BIM is the latest buzz word in Architecture, Engineering and Construction (AEC) industry, It is one of the most abused word in the last decade. If we need to understand BIM we have to first clear the BIM noise around us and start with a clean mind.

Imagine a blackboard filled with jumbled words, a cacophony of jargon, and technicalities that confuse even the experts. That’s the noise surrounding BIM. To grasp its essence truly, we must first erase the chaos and approach it with a fresh perspective.

You see, the construction industry is unique. It touches the lives of almost everyone on this planet. Whether you reside in a humble mud hut or zip through the sky in a high-flying aircraft, you’re a consumer of Architectural, Engineering, and Construction services. So, let’s demystify BIM from a common person’s standpoint.

In the world of AEC, resources are a precious commodity. Building a prototype isn’t an option, and the repercussions are felt through cost overruns, time delays, wastage, and environmental harm. The silver bullet? Technology. Not the glitzy, superficial kind, but tech designed specifically for the Design and Build industry. This is about empowering professionals to make informed decisions, not just creating flashy presentations.

Traditional 2D CAD methods are fraught with issues: repetitive data entry, a myopic focus on drawings, and a lack of information sharing among stakeholders. Buildings are intricate mechanisms, with components that must harmonise seamlessly. Drawings, mere visual representations, can’t possibly convey the full picture. We need something more substantial.

Enter the digital prototype, a virtual building that materialises before the bricks and mortar. It’s a digital twin of your future structure, a replica without needing land. Computers become your canvas for this architectural masterpiece.Remember the tale of the devil trapped in a parrot? The digital twin is like that, but with a twist—the devil and the bird coexist, and they exist before the actual building takes shape. This, in marketing lingo, is BIM.

BIM isn’t just software; it’s a process, a journey toward a goal. Software plays a role, but the real star is the digital twin. If you can manage it with a single software (which is rare), you’re lucky. Yet, industry experts, those more concerned with BIM than brand loyalty, advocate for sharing information among consultants and merging it into one digital twin.

The construction industry is a symphony of professionals, from design to construction to maintenance. Imagine a body where organs work in isolation, failing to support each other. That’s akin to the construction industry without shared data, data that never expires or comes with conditions. Data accessible for years, across various software packages—this is the pinnacle of BIM.

BIM should be open, not closed. No single professional can dictate what others should use. The focus should be on a common data language accessible to all stakeholders, an open standard file. If your BIM isn’t OpenBIM, it’s not BIM at all.In a world where precision matters, where construction impacts us all, BIM is our guiding star – a digital revolution that promises to reshape our landscape, quite literally. So, let’s erase the noise, embrace the clarity, and embark on this exhilarating journey into the future of AEC.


# WHAT THIS TASK INVOLVES:
Although the records contain pictures, the copy must not; reproduce everything else in them exactly.

INFORMATION SUPPLIED section start

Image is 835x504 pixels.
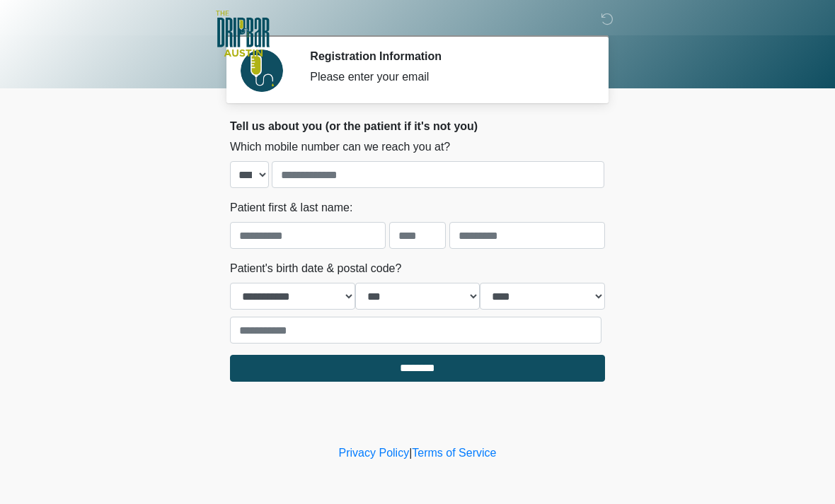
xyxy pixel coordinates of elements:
label: Which mobile number can we reach you at? [230,139,450,156]
img: Agent Avatar [240,49,283,92]
img: The DRIPBaR - Austin The Domain Logo [216,10,269,56]
a: Terms of Service [412,447,496,459]
label: Patient first & last name: [230,199,352,216]
div: Please enter your email [310,69,584,85]
a: Privacy Policy [339,447,410,459]
label: Patient's birth date & postal code? [230,261,401,277]
a: | [409,447,412,459]
h2: Tell us about you (or the patient if it's not you) [230,119,605,133]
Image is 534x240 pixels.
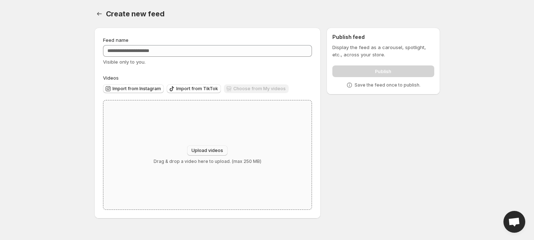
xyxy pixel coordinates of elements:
button: Upload videos [187,146,228,156]
h2: Publish feed [333,34,434,41]
span: Upload videos [192,148,223,154]
span: Feed name [103,37,129,43]
span: Visible only to you. [103,59,146,65]
p: Display the feed as a carousel, spotlight, etc., across your store. [333,44,434,58]
p: Drag & drop a video here to upload. (max 250 MB) [154,159,262,165]
button: Import from Instagram [103,85,164,93]
span: Import from TikTok [176,86,218,92]
span: Videos [103,75,119,81]
span: Import from Instagram [113,86,161,92]
p: Save the feed once to publish. [355,82,421,88]
button: Settings [94,9,105,19]
span: Create new feed [106,9,165,18]
a: Open chat [504,211,526,233]
button: Import from TikTok [167,85,221,93]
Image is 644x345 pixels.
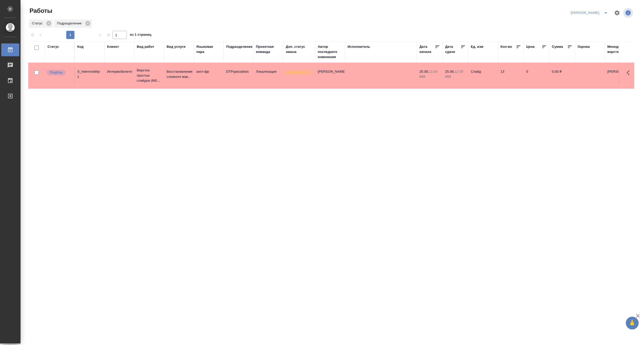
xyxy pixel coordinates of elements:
div: Автор последнего изменения [318,44,342,59]
p: 2025 [420,74,440,80]
span: Работы [28,7,53,15]
p: Интермобилити [107,69,131,74]
p: [PERSON_NAME] [607,69,632,74]
div: Код [77,44,83,49]
div: Подразделение [54,20,92,28]
span: из 1 страниц [130,31,152,39]
td: Локализация [253,67,283,85]
p: 11:00 [429,69,438,73]
div: Языковая пара [196,44,221,54]
div: Можно подбирать исполнителей [46,69,72,76]
div: Менеджеры верстки [607,44,632,54]
span: 🙏 [628,318,637,329]
div: split button [569,9,611,17]
p: 2025 [445,74,466,80]
div: Цена [526,44,535,49]
div: Исполнитель [347,44,370,49]
div: Оценка [577,44,590,49]
button: Здесь прячутся важные кнопки [623,67,636,79]
div: Ед. изм [471,44,483,49]
div: Дата сдачи [445,44,460,54]
p: 25.08, [445,69,454,73]
div: Вид работ [137,44,154,49]
td: англ-фр [194,67,224,85]
div: Доп. статус заказа [286,44,313,54]
div: S_intermobility-1 [77,69,102,80]
div: Дата начала [420,44,435,54]
p: Восстановление сложного мак... [167,69,191,80]
p: [DEMOGRAPHIC_DATA] [286,70,312,75]
td: DTPspecialists [224,67,253,85]
div: Статус [48,44,59,49]
div: Кол-во [501,44,512,49]
div: Сумма [552,44,563,49]
td: [PERSON_NAME] [315,67,345,85]
div: Проектная команда [256,44,280,54]
p: Подразделение [57,21,83,26]
p: Верстка простых слайдов (MS... [137,68,162,83]
p: Подбор [50,70,63,75]
td: Слайд [468,67,498,85]
div: Клиент [107,44,119,49]
span: Посмотреть информацию [623,8,634,18]
div: Подразделение [226,44,252,49]
button: 🙏 [626,317,638,330]
div: Статус [29,20,53,28]
p: 12:30 [454,69,463,73]
p: Статус [32,21,44,26]
td: 0,00 ₽ [549,67,575,85]
span: Настроить таблицу [611,7,623,19]
div: Вид услуги [167,44,186,49]
p: 25.08, [420,69,429,73]
td: 0 [524,67,549,85]
td: 13 [498,67,524,85]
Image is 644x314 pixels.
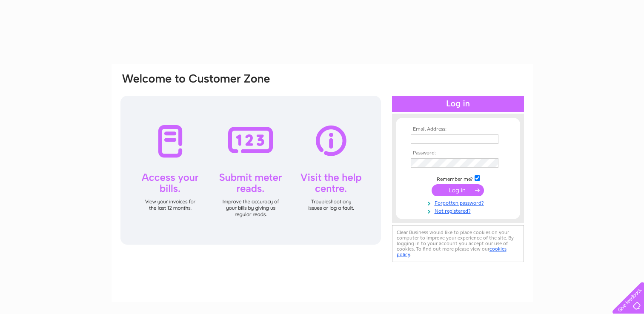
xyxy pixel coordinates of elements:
input: Submit [431,185,483,196]
a: Forgotten password? [411,198,507,207]
a: cookies policy [396,246,506,258]
div: Clear Business would like to place cookies on your computer to improve your experience of the sit... [392,225,524,263]
td: Remember me? [408,174,507,183]
a: Not registered? [411,207,507,215]
th: Email Address: [408,127,507,132]
th: Password: [408,151,507,156]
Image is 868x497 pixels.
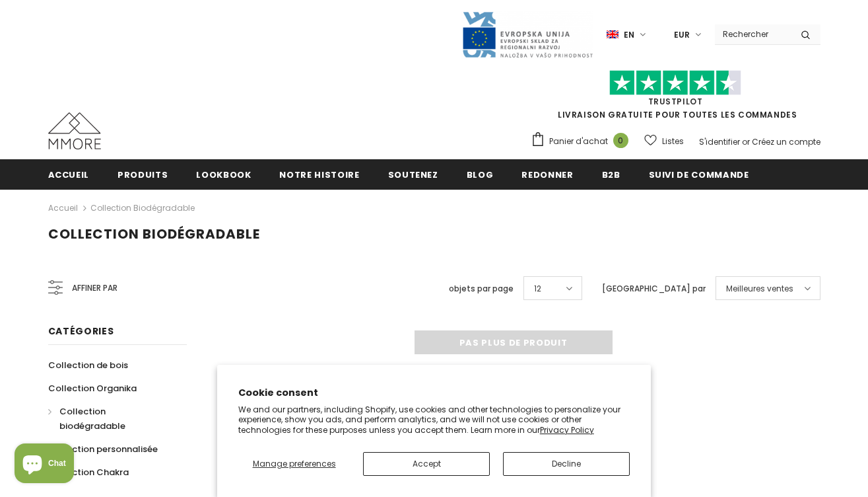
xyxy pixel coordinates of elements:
[91,202,195,213] a: Collection biodégradable
[279,169,359,181] span: Notre histoire
[534,282,541,296] span: 12
[48,376,137,400] a: Collection Organika
[522,169,573,181] span: Redonner
[752,136,821,147] a: Créez un compte
[238,404,631,435] p: We and our partners, including Shopify, use cookies and other technologies to personalize your ex...
[522,160,573,189] a: Redonner
[48,359,128,372] span: Collection de bois
[238,452,351,476] button: Manage preferences
[726,282,794,296] span: Meilleures ventes
[48,442,158,455] span: Collection personnalisée
[648,96,703,107] a: TrustPilot
[602,160,621,189] a: B2B
[363,452,490,476] button: Accept
[48,112,101,150] img: Cas MMORE
[649,169,750,181] span: Suivi de commande
[48,400,172,437] a: Collection biodégradable
[388,160,439,189] a: soutenez
[48,460,129,484] a: Collection Chakra
[449,282,514,296] label: objets par page
[48,169,90,181] span: Accueil
[48,354,128,376] a: Collection de bois
[540,424,594,435] a: Privacy Policy
[11,443,78,486] inbox-online-store-chat: Shopify online store chat
[531,76,821,121] span: LIVRAISON GRATUITE POUR TOUTES LES COMMANDES
[644,130,684,152] a: Listes
[602,282,706,296] label: [GEOGRAPHIC_DATA] par
[118,160,168,189] a: Produits
[699,136,740,147] a: S'identifier
[609,70,741,96] img: Faites confiance aux étoiles pilotes
[663,135,684,148] span: Listes
[60,405,125,432] span: Collection biodégradable
[531,131,635,151] a: Panier d'achat 0
[48,325,114,337] span: Catégories
[461,28,594,40] a: Javni Razpis
[238,386,631,400] h2: Cookie consent
[715,24,791,43] input: Search Site
[602,169,621,181] span: B2B
[253,458,336,469] span: Manage preferences
[48,437,158,460] a: Collection personnalisée
[461,11,594,59] img: Javni Razpis
[48,160,90,189] a: Accueil
[649,160,750,189] a: Suivi de commande
[196,169,251,181] span: Lookbook
[48,382,137,394] span: Collection Organika
[607,29,619,40] img: i-lang-1.png
[388,169,439,181] span: soutenez
[118,169,168,181] span: Produits
[467,169,494,181] span: Blog
[48,225,260,243] span: Collection biodégradable
[503,452,630,476] button: Decline
[196,160,251,189] a: Lookbook
[48,466,129,479] span: Collection Chakra
[72,281,118,296] span: Affiner par
[549,135,608,148] span: Panier d'achat
[624,28,634,42] span: en
[674,28,690,42] span: EUR
[279,160,359,189] a: Notre histoire
[742,136,750,147] span: or
[614,133,629,148] span: 0
[48,200,78,216] a: Accueil
[467,160,494,189] a: Blog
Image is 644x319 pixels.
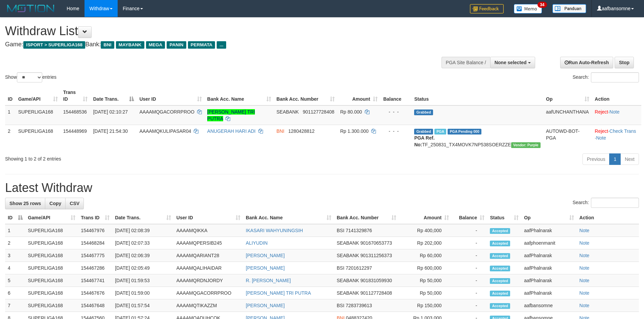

INFORMATION SUPPLIED section end

# ANSWER BOX:
Image is 835x504 pixels.
xyxy pixel coordinates of elements:
label: Which mobile number can we reach you at? [230,139,450,156]
img: Agent Avatar [240,49,283,92]
img: The DRIPBaR - Austin The Domain Logo [216,10,269,56]
a: Terms of Service [412,447,496,459]
label: Patient first & last name: [230,199,352,216]
div: Please enter your email [310,69,584,85]
a: Privacy Policy [339,447,410,459]
label: Patient's birth date & postal code? [230,261,401,277]
a: | [409,447,412,459]
h2: Tell us about you (or the patient if it's not you) [230,119,605,133]
Image is 534x240 pixels.
xyxy pixel coordinates of elements:
button: Upload videos [187,146,228,156]
h2: Publish feed [333,34,434,41]
span: Upload videos [192,148,223,154]
span: Feed name [103,37,129,43]
span: Visible only to you. [103,59,146,65]
p: Display the feed as a carousel, spotlight, etc., across your store. [333,44,434,58]
p: Drag & drop a video here to upload. (max 250 MB) [154,159,262,165]
button: Import from Instagram [103,85,164,93]
span: Import from TikTok [176,86,218,92]
span: Videos [103,75,119,81]
span: Import from Instagram [113,86,161,92]
p: Save the feed once to publish. [355,82,421,88]
button: Settings [94,9,105,19]
span: Create new feed [106,9,165,18]
a: Open chat [504,211,526,233]
button: Import from TikTok [167,85,221,93]
Image is 644x345 pixels.
xyxy pixel coordinates of elements:
div: Автор последнего изменения [318,44,342,59]
p: 2025 [420,74,440,80]
span: Работы [28,7,53,15]
p: Интермобилити [107,69,131,74]
p: [PERSON_NAME] [607,69,632,74]
div: Код [77,44,83,49]
div: Подразделение [54,20,92,28]
span: из 1 страниц [130,31,152,39]
td: Локализация [253,67,283,85]
p: 11:00 [429,69,438,73]
div: Языковая пара [196,44,221,54]
div: Можно подбирать исполнителей [46,69,72,76]
div: Менеджеры верстки [607,44,632,54]
span: 🙏 [628,318,637,329]
div: split button [569,9,611,17]
p: 2025 [445,74,466,80]
div: Цена [526,44,535,49]
div: Исполнитель [347,44,370,49]
div: Оценка [577,44,590,49]
button: Здесь прячутся важные кнопки [623,67,636,79]
div: Ед. изм [471,44,483,49]
div: Дата сдачи [445,44,460,54]
p: 25.08, [445,69,454,73]
div: Вид работ [137,44,154,49]
td: англ-фр [194,67,224,85]
div: Доп. статус заказа [286,44,313,54]
div: S_intermobility-1 [77,69,102,80]
div: Дата начала [420,44,435,54]
p: Восстановление сложного мак... [167,69,191,80]
p: [DEMOGRAPHIC_DATA] [286,70,312,75]
td: DTPspecialists [224,67,253,85]
div: Статус [48,44,59,49]
div: Кол-во [501,44,512,49]
div: Сумма [552,44,563,49]
td: [PERSON_NAME] [315,67,345,85]
div: Проектная команда [256,44,280,54]
p: Подразделение [57,21,83,26]
p: Верстка простых слайдов (MS... [137,68,162,83]
p: Подбор [50,70,63,75]
td: Слайд [468,67,498,85]
div: Клиент [107,44,119,49]
span: Посмотреть информацию [623,8,634,18]
div: Подразделение [226,44,252,49]
button: 🙏 [626,317,638,330]
div: Статус [29,20,53,28]
p: 12:30 [454,69,463,73]
p: Статус [32,21,44,26]
td: 0,00 ₽ [549,67,575,85]
span: Настроить таблицу [611,7,623,19]
div: Вид услуги [167,44,186,49]
p: 25.08, [420,69,429,73]
td: 0 [524,67,549,85]
td: 13 [498,67,524,85]
Image is 644x314 pixels.
xyxy pixel coordinates of elements:
input: Submit [431,185,483,196]
a: Forgotten password? [411,198,507,207]
a: cookies policy [396,246,506,258]
div: Clear Business would like to place cookies on your computer to improve your experience of the sit... [392,225,524,263]
td: Remember me? [408,174,507,183]
a: Not registered? [411,207,507,215]
th: Email Address: [408,127,507,132]
th: Password: [408,151,507,156]
Image is 868x497 pixels.
xyxy pixel coordinates of elements:
[91,202,195,213] a: Collection biodégradable
[279,169,359,181] span: Notre histoire
[534,282,541,296] span: 12
[48,376,137,400] a: Collection Organika
[522,169,573,181] span: Redonner
[752,136,821,147] a: Créez un compte
[238,404,631,435] p: We and our partners, including Shopify, use cookies and other technologies to personalize your ex...
[522,160,573,189] a: Redonner
[48,359,128,372] span: Collection de bois
[238,452,351,476] button: Manage preferences
[726,282,794,296] span: Meilleures ventes
[48,442,158,455] span: Collection personnalisée
[648,96,703,107] a: TrustPilot
[602,160,621,189] a: B2B
[363,452,490,476] button: Accept
[48,112,101,150] img: Cas MMORE
[649,169,750,181] span: Suivi de commande
[48,400,172,437] a: Collection biodégradable
[388,160,439,189] a: soutenez
[48,460,129,484] a: Collection Chakra
[449,282,514,296] label: objets par page
[48,169,90,181] span: Accueil
[48,354,128,376] a: Collection de bois
[540,424,594,435] a: Privacy Policy
[11,443,78,486] inbox-online-store-chat: Shopify online store chat
[531,76,821,121] span: LIVRAISON GRATUITE POUR TOUTES LES COMMANDES
[644,130,684,152] a: Listes
[602,282,706,296] label: [GEOGRAPHIC_DATA] par
[118,160,168,189] a: Produits
[699,136,740,147] a: S'identifier
[609,70,741,96] img: Faites confiance aux étoiles pilotes
[663,135,684,148] span: Listes
[60,405,125,432] span: Collection biodégradable
[531,131,635,151] a: Panier d'achat 0
[48,325,114,337] span: Catégories
[461,28,594,40] a: Javni Razpis
[238,386,631,400] h2: Cookie consent
[715,24,791,43] input: Search Site
[602,169,621,181] span: B2B
[253,458,336,469] span: Manage preferences
[48,437,158,460] a: Collection personnalisée
[461,11,594,59] img: Javni Razpis
[48,160,90,189] a: Accueil
[649,160,750,189] a: Suivi de commande
[196,169,251,181] span: Lookbook
[48,382,137,394] span: Collection Organika
[607,29,619,40] img: i-lang-1.png
[388,169,439,181] span: soutenez
[118,169,168,181] span: Produits
[467,169,494,181] span: Blog
[48,225,260,243] span: Collection biodégradable
[503,452,630,476] button: Decline
[196,160,251,189] a: Lookbook
[48,466,129,479] span: Collection Chakra
[72,281,118,296] span: Affiner par
[549,135,608,148] span: Panier d'achat
[624,28,634,42] span: en
[674,28,690,42] span: EUR
[279,160,359,189] a: Notre histoire
[742,136,750,147] span: or
[614,133,629,148] span: 0
[48,200,78,216] a: Accueil
[467,160,494,189] a: Blog
Image is 644x319 pixels.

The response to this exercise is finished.